_Problem details:_ Write down exactly the lines from the one below that has "Locate an element" to the end of the data, both ends included; the pictures should not appear in your copy.

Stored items
========================================================================

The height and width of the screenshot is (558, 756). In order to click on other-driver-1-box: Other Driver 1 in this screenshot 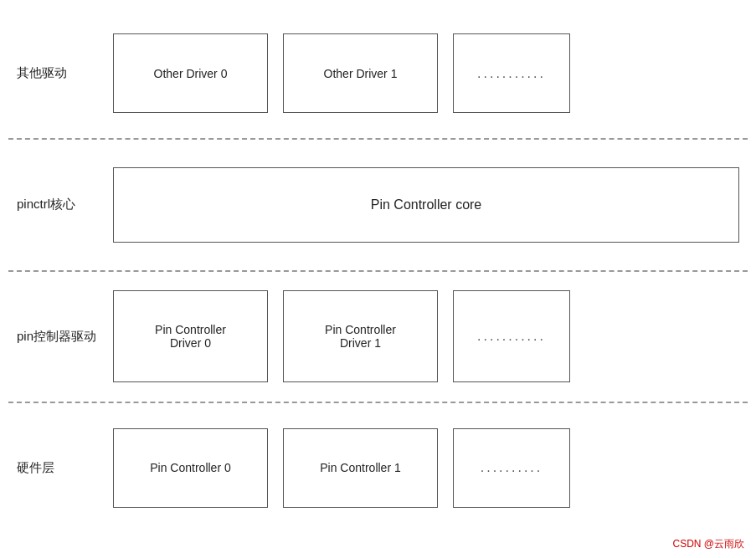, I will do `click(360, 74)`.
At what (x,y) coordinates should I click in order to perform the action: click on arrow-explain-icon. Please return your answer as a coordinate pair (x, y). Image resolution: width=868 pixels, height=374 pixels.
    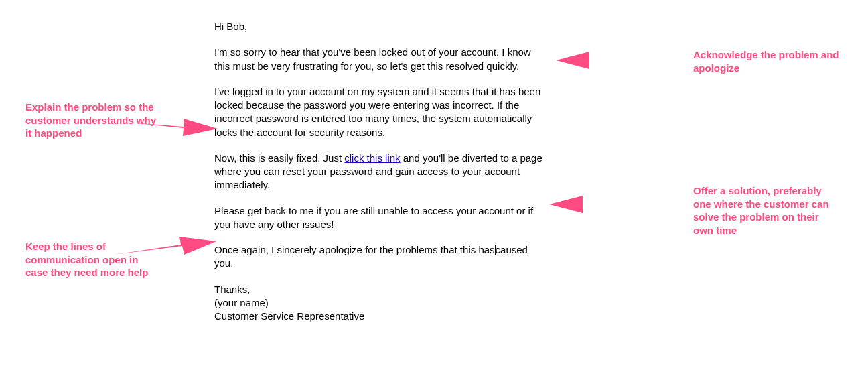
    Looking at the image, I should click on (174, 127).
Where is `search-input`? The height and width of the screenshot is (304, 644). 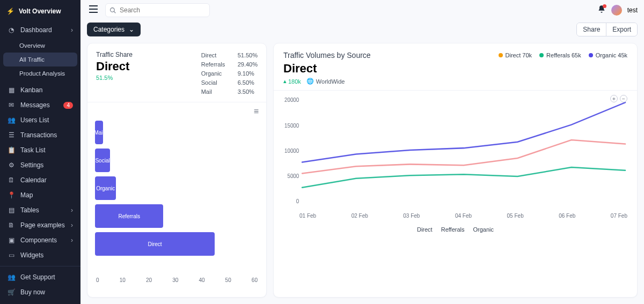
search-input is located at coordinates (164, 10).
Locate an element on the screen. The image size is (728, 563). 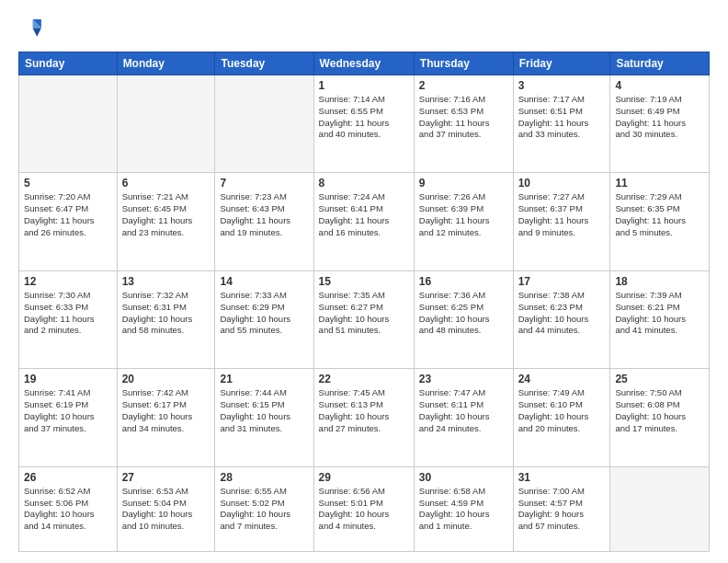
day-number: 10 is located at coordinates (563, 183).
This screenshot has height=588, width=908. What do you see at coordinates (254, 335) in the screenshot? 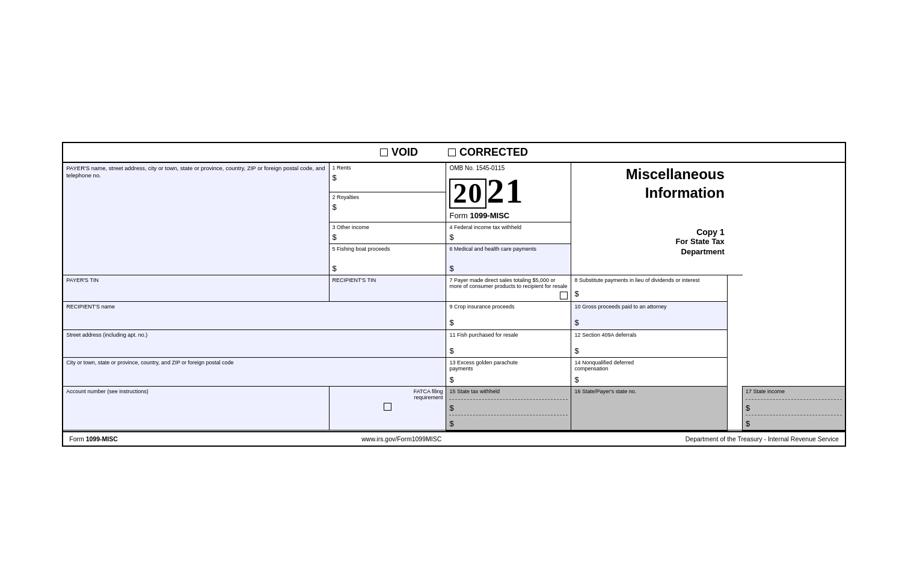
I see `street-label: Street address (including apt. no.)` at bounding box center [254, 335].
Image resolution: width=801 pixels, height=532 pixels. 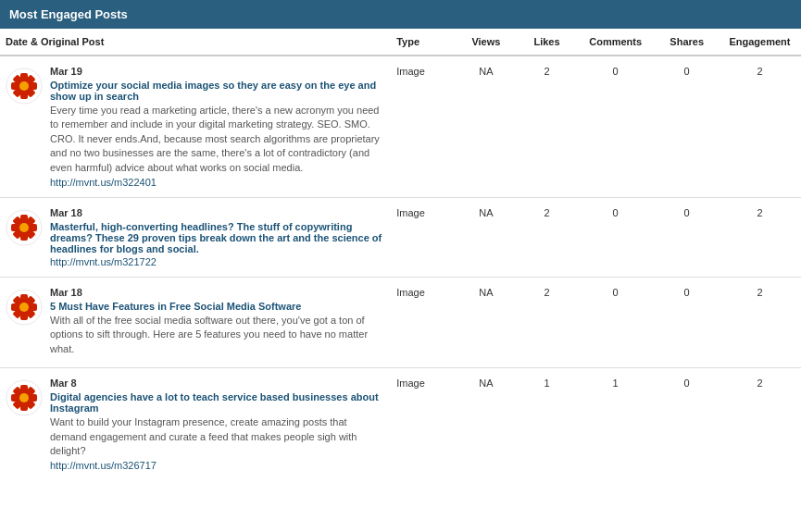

========================================================================

_Answer section:_
Locate an element on the screen. The image size is (728, 563). 
day-number: 10 is located at coordinates (563, 183).
This screenshot has height=588, width=908. What do you see at coordinates (254, 335) in the screenshot? 
I see `street-label: Street address (including apt. no.)` at bounding box center [254, 335].
Image resolution: width=801 pixels, height=532 pixels. 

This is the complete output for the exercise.